Fr. 149.00

Molecular Feminisms - Biology, Becomings, and Life in the Lab

English · Hardback

Shipping usually within 3 to 5 weeks (title will be specially ordered)

Description

Read more

Informationen zum Autor Deboleena Roy is associate professor and chair of the Department of Women's, Gender, and Sexuality Studies and holds a joint appointment in the Neuroscience and Behavioral Biology Program at Emory University. Klappentext "Should feminists clone?" "What do neurons think about?" "How can we learn from bacterial writing?" These and other provocative questions have long preoccupied neuroscientist, molecular biologist, and intrepid feminist theorist Deboleena Roy, who takes seriously the capabilities of lab "objects"-bacteria and other human, nonhuman, organic, and inorganic actants-in order to understand processes of becoming. In Molecular Feminisms , Roy investigates science as feminism at the lab bench, engaging in an interdisciplinary conversation between molecular biology, Deleuzian philosophies, posthumanism, and postcolonial and decolonial studies. She brings insights from feminist theory together with lessons learned from bacteria, subcloning, and synthetic biology, arguing that renewed interest in matter and materiality must be accompanied by a feminist rethinking of scientific research methods and techniques. The open access edition of Molecular Feminisms is available thanks to a TOME grant from Emory University, with funding from the Andrew W. Mellon Foundation. DOI 10.6069/j163-3c90

Customer reviews

No reviews have been written for this item yet. Write the first review and be helpful to other users when they decide on a purchase.

Write a review

Thumbs up or thumbs down? Write your own review.

For messages to CeDe.ch please use the contact form.

The input fields marked * are obligatory

By submitting this form you agree to our data privacy statement.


◆ WHAT YOU ARE ASKED TO DO ◆
The expected output is an exact copy of each line from the line with "The height and width of the screenshot is (533, 1135)." through the end of the data below, with no pictures in it.

◆ DATA SHOWN ◆

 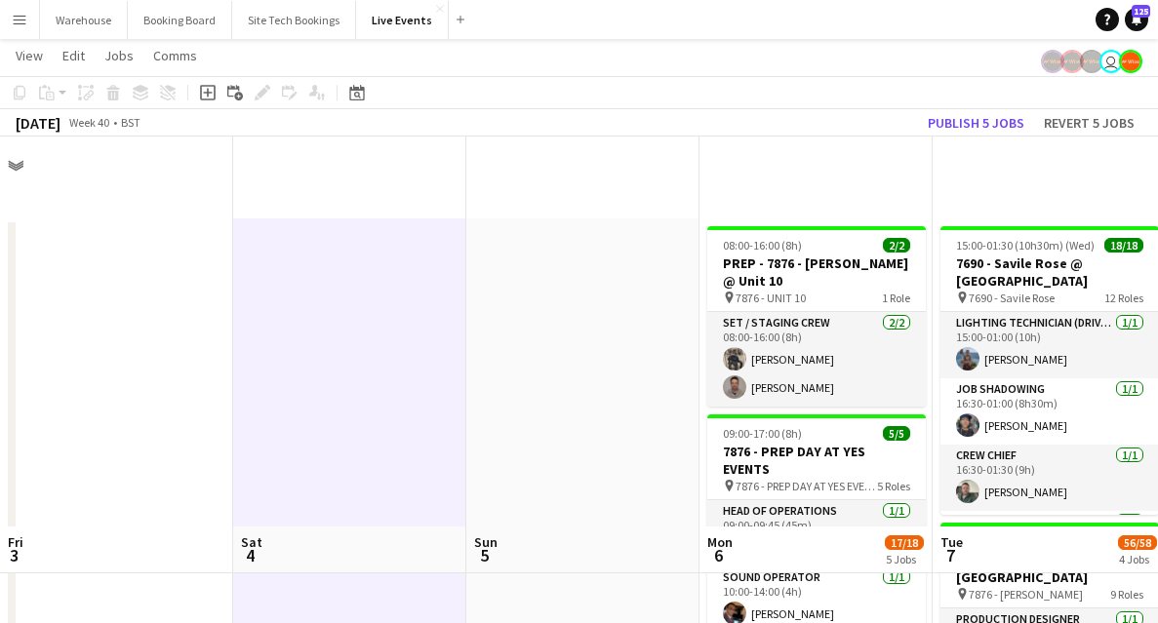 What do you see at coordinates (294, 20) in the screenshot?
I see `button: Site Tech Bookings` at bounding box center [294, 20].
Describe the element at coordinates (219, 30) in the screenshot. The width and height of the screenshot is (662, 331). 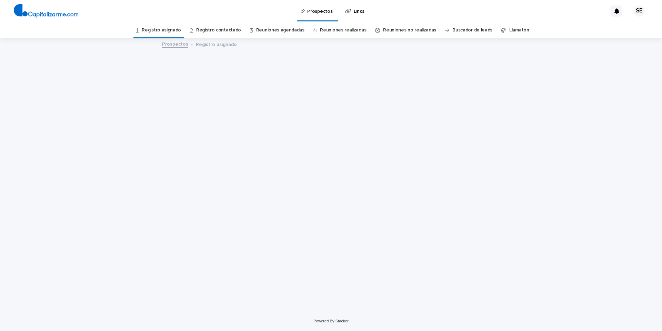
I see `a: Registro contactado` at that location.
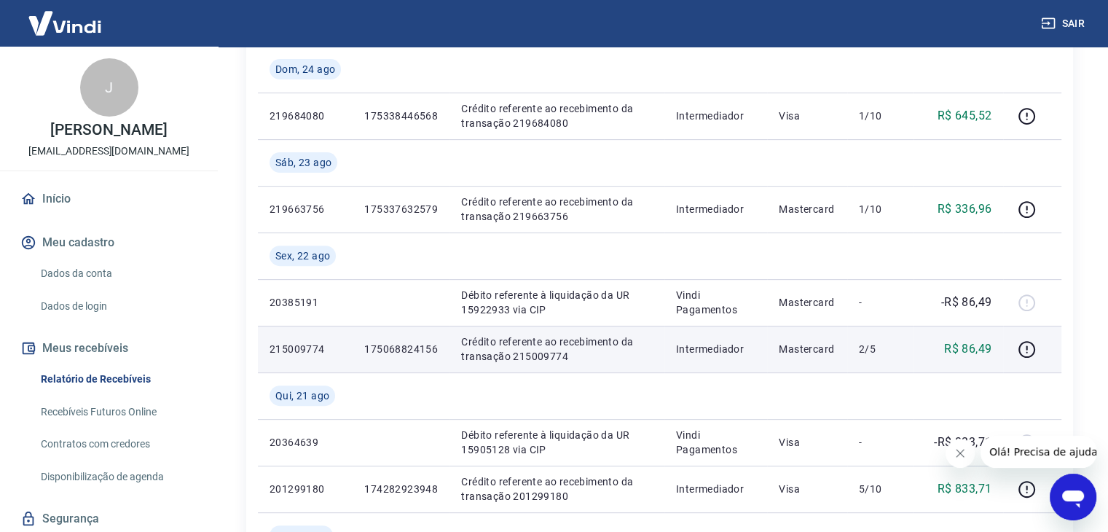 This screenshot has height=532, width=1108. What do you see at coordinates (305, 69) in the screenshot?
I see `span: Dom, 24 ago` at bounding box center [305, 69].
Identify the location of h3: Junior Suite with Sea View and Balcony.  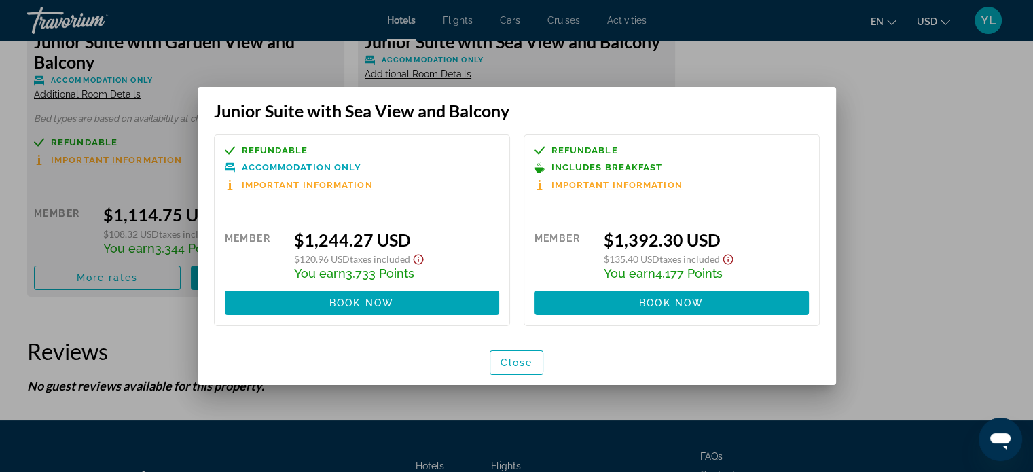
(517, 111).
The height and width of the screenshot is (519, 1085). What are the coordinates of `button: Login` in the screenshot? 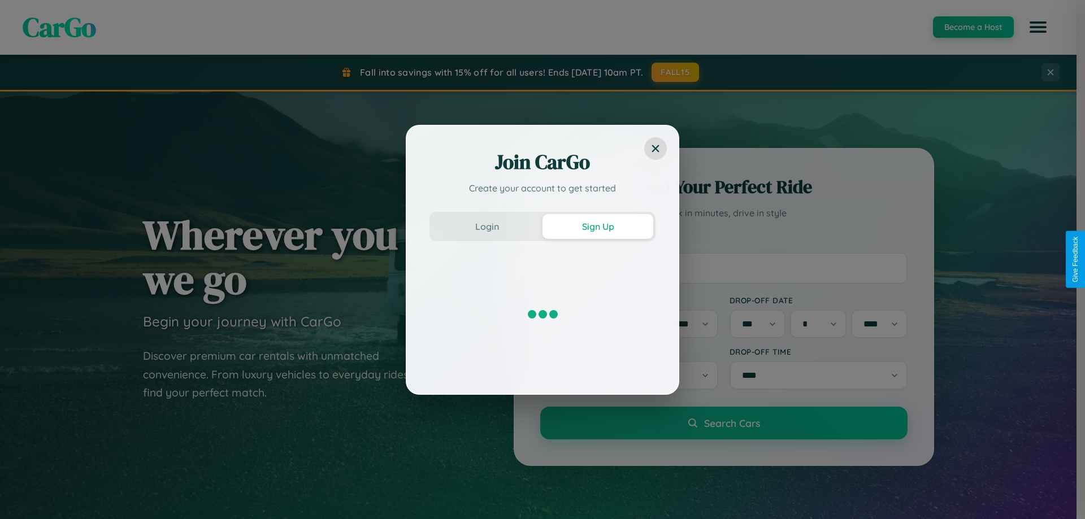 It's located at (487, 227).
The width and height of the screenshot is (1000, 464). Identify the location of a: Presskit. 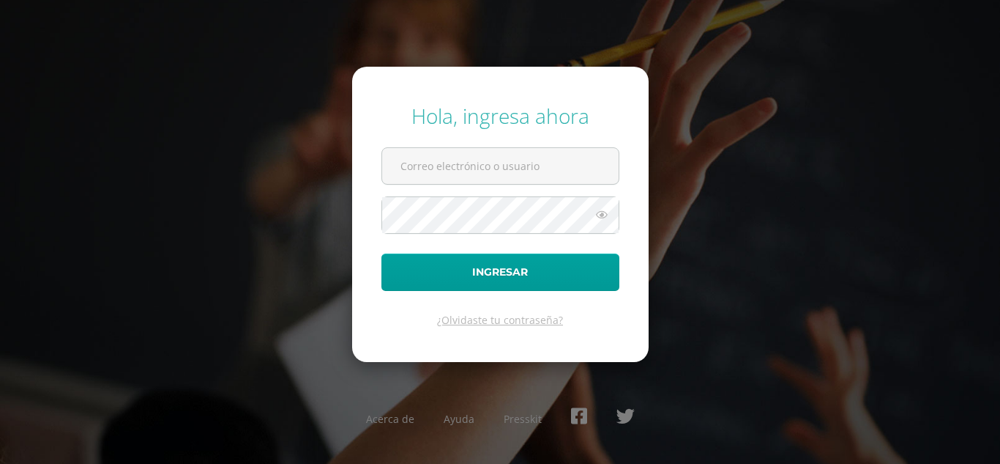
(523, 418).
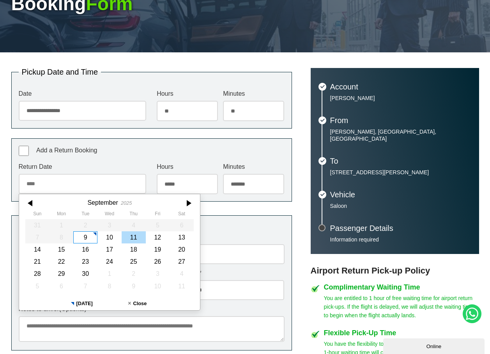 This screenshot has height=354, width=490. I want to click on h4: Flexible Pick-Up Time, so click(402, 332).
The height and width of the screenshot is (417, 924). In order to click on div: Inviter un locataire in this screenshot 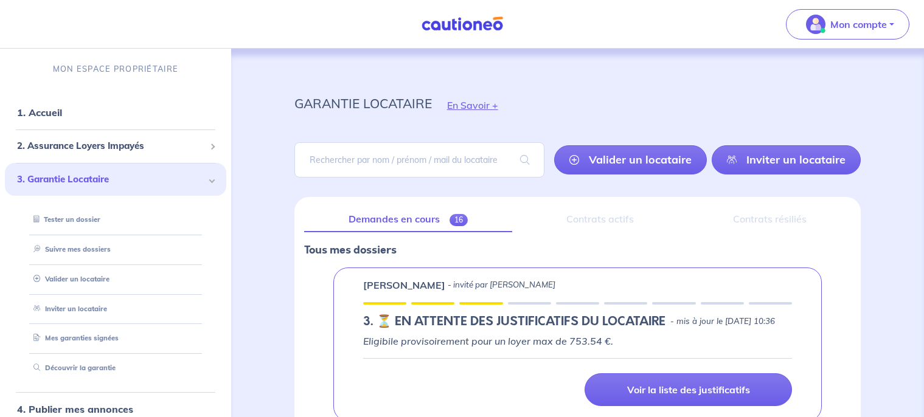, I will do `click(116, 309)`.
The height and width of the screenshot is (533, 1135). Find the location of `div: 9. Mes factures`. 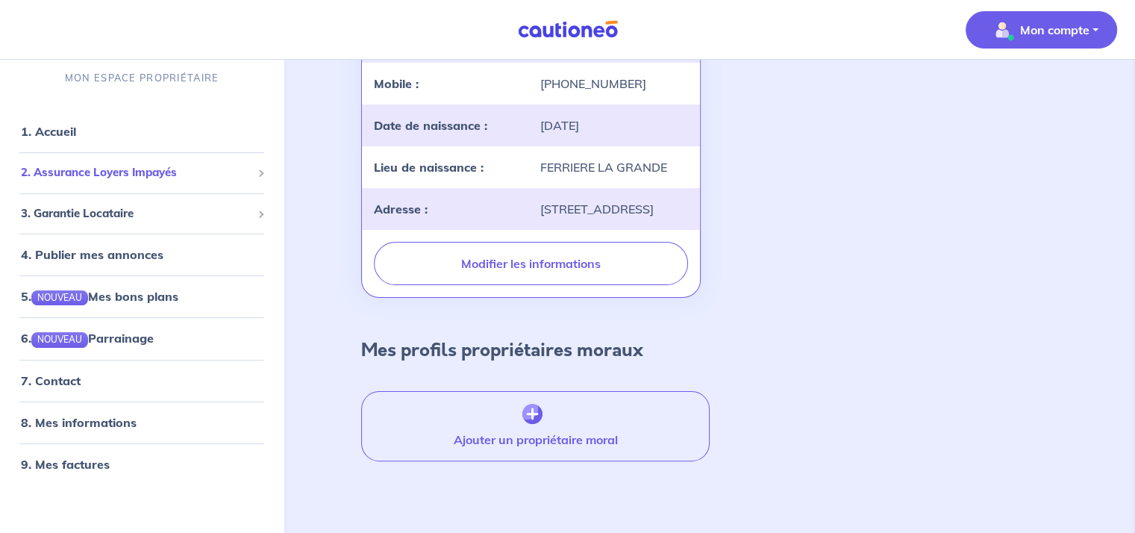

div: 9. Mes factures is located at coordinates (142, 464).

◆ REPLY ◆
The height and width of the screenshot is (533, 1135). Find the location of `div: 9. Mes factures`. 

div: 9. Mes factures is located at coordinates (142, 464).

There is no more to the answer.